The thing is, I’m not the type of guy to cheat on my wife. Now please don’t take that to be any chest-thumping declaration of overwhelming virtue on my part. True, I’m a happily married man and I love my wife and kid and all that, but that’s not the only reason. The fact is, I am scared to death of women. They are an inscrutable species. I don’t understand them. In my opinion, any guy who claims he understands women is either a fool or a liar. Oh, sure, some guy may be considered a great ass-man and do well with women, but understand them—I don’t think so. Women are incredible creatures. They have an almost magical quality. I don’t know what it is—if I did, it wouldn’t be magical—but they have it. And they all have it, from my wife right on down to the gum-chewing ticket seller in the movie theater.
So chasing after women isn’t quite my style. Oh, that’s not to say I haven’t thought about it. Like Jimmy Carter, I have lusted in my heart many times. I have my fantasies. One of them has always been becoming so successful a writer that starlets and groupies and what-have-you were constantly throwing themselves at my feet. This is a very pleasant fantasy. My wife and kid don’t ente
r into it, incidentally. In the fantasy, they just conveniently aren’t there. That’s the nice thing about a fantasy. Reality doesn’t have to intrude.
That particular fantasy sustained me for many years.
Then along came AIDS.
I must say, I resent AIDS. I realize that’s an incredibly boorish and insensitive statement, sort of on a par with saying, “Lepers make me nervous.” But it happens to be the truth. I resent AIDS. I mean, here’s a reality so harsh, so cruel, so brutal and so graphic that it does intrude on the fantasy. And that’s the unkindest cut of all.
I remember back in the days when sex was young and innocent. It used to be, if you had sex, you might get the clap, in which case you’d get a shot and have to take it easy for a week. Then it got a little worse: if you had sex, you might get herpes—you couldn’t get rid of it, but it wasn’t that bad: a lot of people had it, and you could all kind of itch together.
Now, you have sex and you die.
AIDS has gotten so frightening they’re even advertising condoms on TV. To me, this is mindboggling. When I was a kid, you couldn’t even find a condom. Druggists kept them hidden under the counter. If you wanted one, you had to ask for it. For a pimply-faced kid, that took a lot of guts. And you’ll recall, I was never long on guts.

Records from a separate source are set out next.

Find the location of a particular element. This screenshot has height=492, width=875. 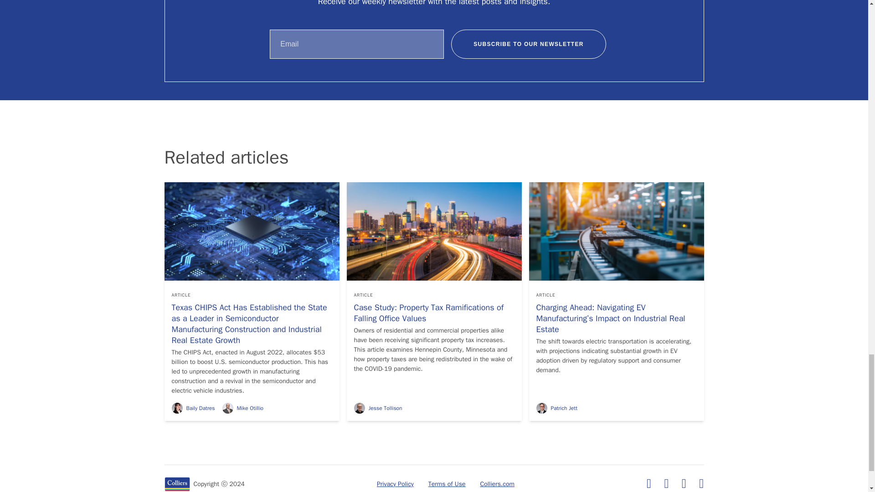

Patrich Jett is located at coordinates (556, 408).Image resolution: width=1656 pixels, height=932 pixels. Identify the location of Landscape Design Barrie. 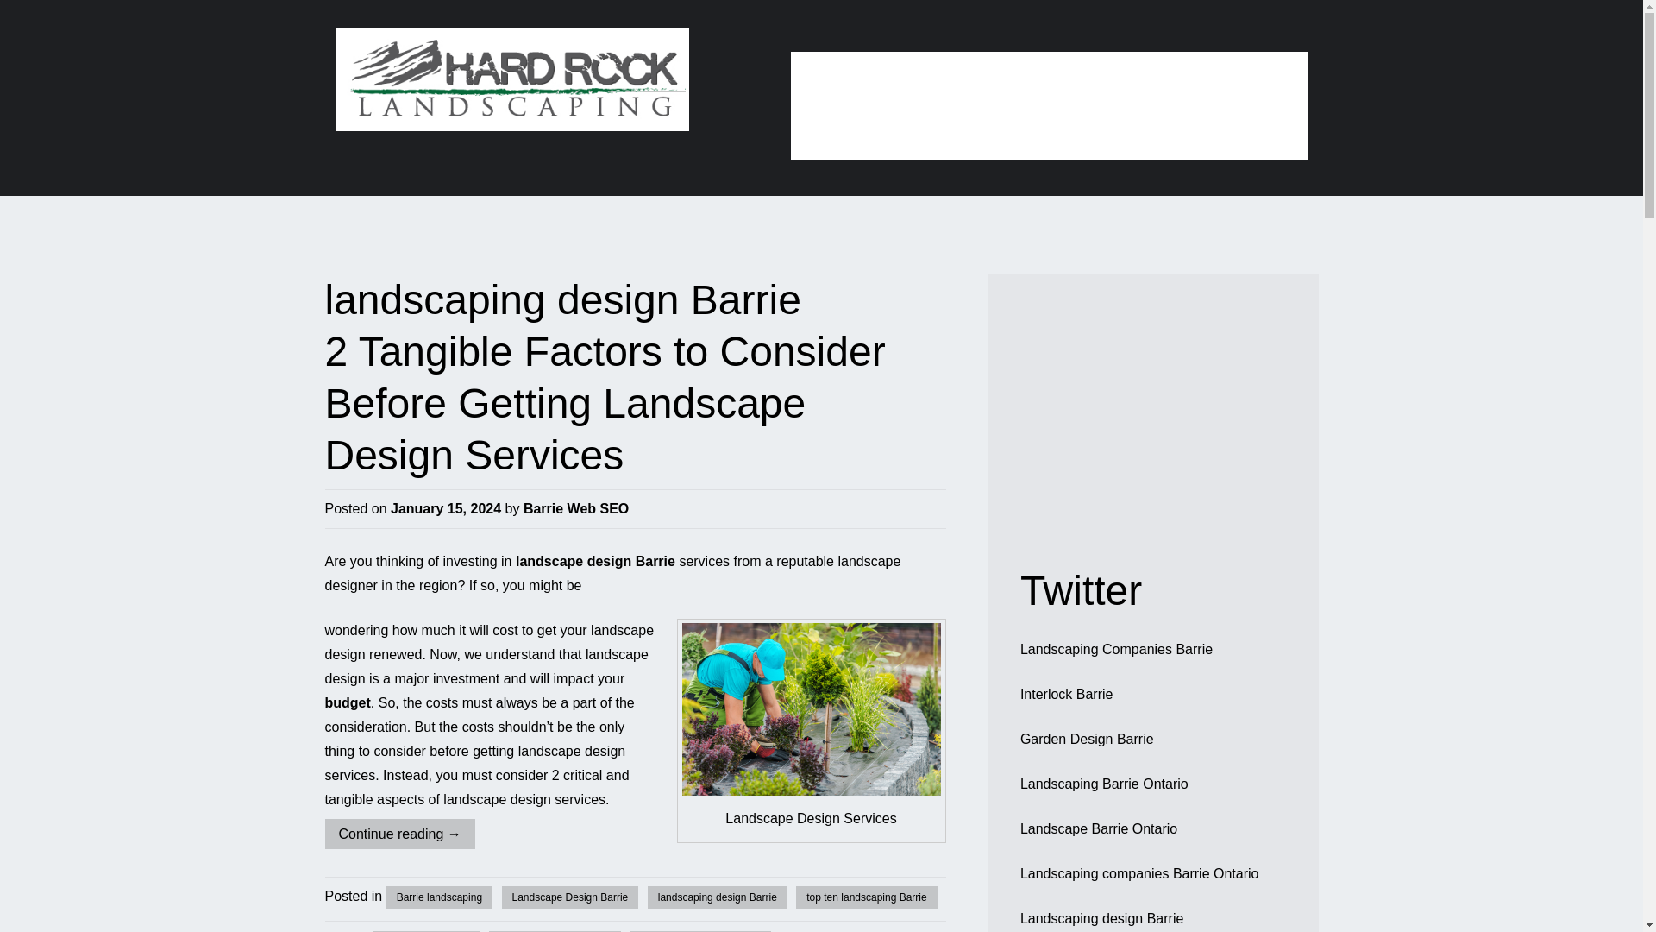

They didn’t call them condoms then, either. We kids called ’em rubbers, of course, but that was slang. The proper names were contraceptives (for prevention of pregnancy), or prophylactics (for prevention of disease). A contraceptive or prophylactic or rubber was like a thin, transparent balloon. One looked at it and thought, “Jesus Christ, this is the only thing standing between me knocking up some girl, dropping out of school and fucking up my entire life?” And then one usually wound up filling the damn thing up with water and dropping it out the window on a passing classmate, which, while not quite as much fun as having sex, was infinitely safer.
But that was contraceptives and prophylactics. Today we have condoms, which I hope would be tougher, seeing as how they have a more important job to do, keeping you from getting dead. They seem tougher, somehow. Even the name sounds tougher. CONDOM. It sounds like a steel-belted radial. It inspires confidence. CON-DOM.